V-Ray Tip: V-Ray Velocity Pass Workflow for Accurate Compositing Motion Blur

June 13, 2026 2 min read

V-Ray Tip: V-Ray Velocity Pass Workflow for Accurate Compositing Motion Blur

Use the Velocity render element to add high-quality motion blur in compositing while keeping renders fast and flexible.

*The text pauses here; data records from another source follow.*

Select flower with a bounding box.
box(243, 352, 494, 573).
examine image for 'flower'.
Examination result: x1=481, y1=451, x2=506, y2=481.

Set up the Velocity pass in V-Ray

  • Add the Velocity (Motion Vector) render element to your scene. Name it clearly if you output many AOVs.
  • Work in float: save multi-channel EXR (16-bit half or 32-bit) to preserve negative values and large magnitudes.
  • Set a sensible Max Velocity so vectors normalize without clipping. Start by scrubbing a fast-moving frame and set Max Velocity just above the largest observed motion; increase if you see “frozen” fast objects in comp.
  • Match shutter to editorial: for 24 fps and a 180° shutter, use a shutter duration of ~0.5 frame. Inconsistent shutter settings between 3D and comp cause over/under blur.
  • For deforming meshes, enable deformation blur in render settings (low geometry samples are often enough) so the Velocity pass captures vertex motion as well as transforms.
  • Consider disabling image filtering on the Velocity element to avoid edge mixing; use coverage/mattes to refine edges in comp.
  • Keep in-render motion blur off for beauty during lookdev and many finals—Velocity in comp is faster to iterate and easier to tweak shot-by-shot.

Use the pass in compositing

  • Import the EXR and point your Vector/VectorBlur node to the Velocity channels (R = X, G = Y). Many tools expect screen-space vectors in pixels-per-frame.
  • If blur goes the wrong way vertically, invert the Y channel; if horizontally wrong, invert X. Different apps use different conventions.
  • Adjust scale/gain to match on-set shutter feel; start at 1.0 and compare to a quick in-render MB test frame for parity.
  • Increase vector samples in the node for fast movers to avoid stepping; keep as low as possible for speed on sequences.
  • Use Cryptomatte and Object/Material ID AOVs to isolate elements that need different blur intensities (e.g., hero props vs. background).
  • Combine with Z-Depth to mask blur in out-of-focus areas when mimicking camera behavior.

Calibration and quality checks

  • Test on a frame with maximum screen-space motion; check edges for clipping or fringing. Raise Max Velocity or output 32-bit if needed.
  • For retimed footage, rescale vectors by the retime factor to keep blur physically plausible.
  • Beware limitations: 2D vector blur can’t reproduce occlusion changes or complex parallax from large depth differences—render true 3D motion blur for hero shots where needed.
  • Keep frame rate consistent across CG and editorial. Per-frame vectors assume the timeline’s base FPS.

Pipeline tips

  • Bundle Velocity, Z, Cryptomatte, Light Select, and Denoiser AOVs in a single multi-channel EXR for robust downstream control.
  • Document shutter and Max Velocity in the shot metadata so comp can match settings without guesswork.
  • Use the V-Ray Frame Buffer A/B comparison to line up a quick in-render MB test against the vector-blurred comp result.

Need V-Ray licenses or workflow advice? Explore V-Ray solutions at NOVEDGE and connect with their team at novedge.com for purchasing and implementation guidance.